Aston Martin has been tightlipped about the Valkyrie’s extraordinary powerplant, but now, the carmaker has revealed some tidbits about this Cosworth-developed V12 engine.
Calling it the “ultimate expression of the internal combustion engine,” this normally-aspirated 6.5-liter 65-degree V12 produces 153.8 horsepower per liter of displacement or 1,000 horsepower. Aside from this mind-blowing four-digit power figure, this V12 motor revs at a sky high 11,100 rpm—unprecedented for an emissions-compliant road car. Aston Martin says this power figure will be further boosted by a battery-hybrid system too.
Furthermore, Aston Martin says that the engine is fully integral to the Valkyrie. It’s a fully-stressed element of the car (remove the engine and there’s nothing joining the front wheels to the back) and for that, they’ve avoided the use of “extreme material alloys” which are unproven over the long-term. Yet, they’ve managed to keep the weight down—206 kilograms. By comparison, Cosworth’s 3.0-liter V10 F1 engine weighs 97 kilograms. If the racing engine were scaled up to 6.5-liters, the weight would be around 210 kilograms.
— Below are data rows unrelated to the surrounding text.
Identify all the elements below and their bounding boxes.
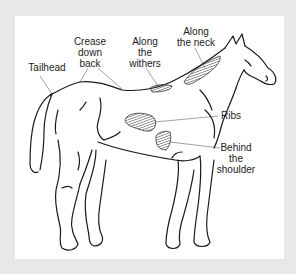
label-text: the neck (172, 37, 220, 48)
condition-areas (125, 56, 220, 150)
label-along-the-withers: Along the withers (124, 36, 166, 69)
patch-neck-icon (184, 56, 220, 84)
label-text: down (70, 47, 110, 58)
label-text: Tailhead (24, 62, 70, 73)
label-text: the (124, 47, 166, 58)
patch-ribs-icon (125, 113, 155, 131)
patch-withers-icon (150, 85, 172, 92)
label-text: Ribs (218, 110, 244, 121)
label-text: Behind (214, 142, 258, 153)
leader-tailhead (40, 76, 52, 94)
label-text: Crease (70, 36, 110, 47)
label-text: Along (124, 36, 166, 47)
label-text: back (70, 58, 110, 69)
label-text: shoulder (214, 164, 258, 175)
label-text: Along (172, 26, 220, 37)
label-ribs: Ribs (218, 110, 244, 121)
leader-withers (146, 68, 158, 86)
leader-crease-1 (80, 68, 88, 82)
patch-shoulder-icon (156, 131, 171, 150)
label-behind-the-shoulder: Behind the shoulder (214, 142, 258, 175)
label-tailhead: Tailhead (24, 62, 70, 73)
label-text: the (214, 153, 258, 164)
leader-shoulder (170, 142, 220, 148)
label-along-the-neck: Along the neck (172, 26, 220, 48)
leader-ribs (155, 116, 218, 122)
label-crease-down-back: Crease down back (70, 36, 110, 69)
label-text: withers (124, 58, 166, 69)
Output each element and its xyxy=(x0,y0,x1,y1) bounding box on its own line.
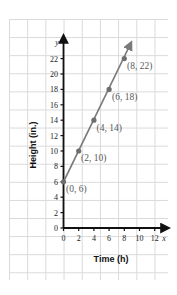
x-tick-label-10: 10 xyxy=(136,234,144,243)
point-label-6-18: (6, 18) xyxy=(112,92,137,103)
y-tick-label-0: 0 xyxy=(54,224,58,233)
x-axis-tick-labels: 0 2 4 6 8 10 12 xyxy=(62,234,159,243)
y-tick-label-2: 2 xyxy=(54,209,58,218)
x-tick-label-2: 2 xyxy=(77,234,81,243)
y-tick-label-14: 14 xyxy=(50,116,58,125)
data-point-labels: (0, 6) (2, 10) (4, 14) (6, 18) (8, 22) xyxy=(66,61,152,196)
y-tick-label-20: 20 xyxy=(50,70,58,79)
y-tick-label-10: 10 xyxy=(50,147,58,156)
y-tick-label-6: 6 xyxy=(54,178,58,187)
y-tick-label-4: 4 xyxy=(54,193,58,202)
point-label-8-22: (8, 22) xyxy=(127,61,152,72)
chart-figure: 0 2 4 6 8 10 12 14 16 18 20 22 0 2 xyxy=(0,0,177,295)
point-label-0-6: (0, 6) xyxy=(66,184,87,195)
y-axis-title: Height (in.) xyxy=(28,122,38,169)
x-axis-title: Time (h) xyxy=(94,254,129,264)
y-tick-label-18: 18 xyxy=(50,85,58,94)
point-label-2-10: (2, 10) xyxy=(81,153,106,164)
data-point-6-18 xyxy=(107,87,112,92)
point-label-4-14: (4, 14) xyxy=(97,123,122,134)
x-tick-label-6: 6 xyxy=(107,234,111,243)
x-tick-label-4: 4 xyxy=(92,234,96,243)
x-tick-label-0: 0 xyxy=(62,234,66,243)
y-tick-label-22: 22 xyxy=(50,55,58,64)
y-axis-tick-labels: 0 2 4 6 8 10 12 14 16 18 20 22 xyxy=(50,55,58,233)
x-tick-label-8: 8 xyxy=(122,234,126,243)
y-axis-variable-label: y xyxy=(54,38,59,47)
y-tick-label-16: 16 xyxy=(50,101,58,110)
y-tick-label-12: 12 xyxy=(50,132,58,141)
x-axis-variable-label: x xyxy=(161,234,166,243)
y-tick-label-8: 8 xyxy=(54,162,58,171)
chart-plot-area: 0 2 4 6 8 10 12 14 16 18 20 22 0 2 xyxy=(0,0,177,295)
x-tick-label-12: 12 xyxy=(151,234,159,243)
One of the best examples of the painstaking optimization involved is the billet machined crankshaft. Starting life as a solid steel bar 170mm diameter and 775mm long, it is first roughed out, then heat treated, finish machined, heat treated again, gear ground, final ground and superfinished. Upon completion 80 percent of the original bar has been machined away and some six months have passed, but the end product is a crankshaft that’s an astonishing 50 per cent lighter than that used in the Aston Martin One-77’s V12—itself a Cosworth-developed evolution of Aston Martin’s series production V12 and, for a time, the world’s most powerful naturally aspirated road car engine.
Evoking the spine-tingling, ultra-high-revving F1 engines of the 1990s, but benefitting from two decades of progress in design, material, and manufacturing expertise, the Aston Martin Valkyrie’s 1000-horsepower V12 is a masterpiece, from one of the world’s most illustrious engine builders: an internal combustion engine without peer for a hypercar without precedent.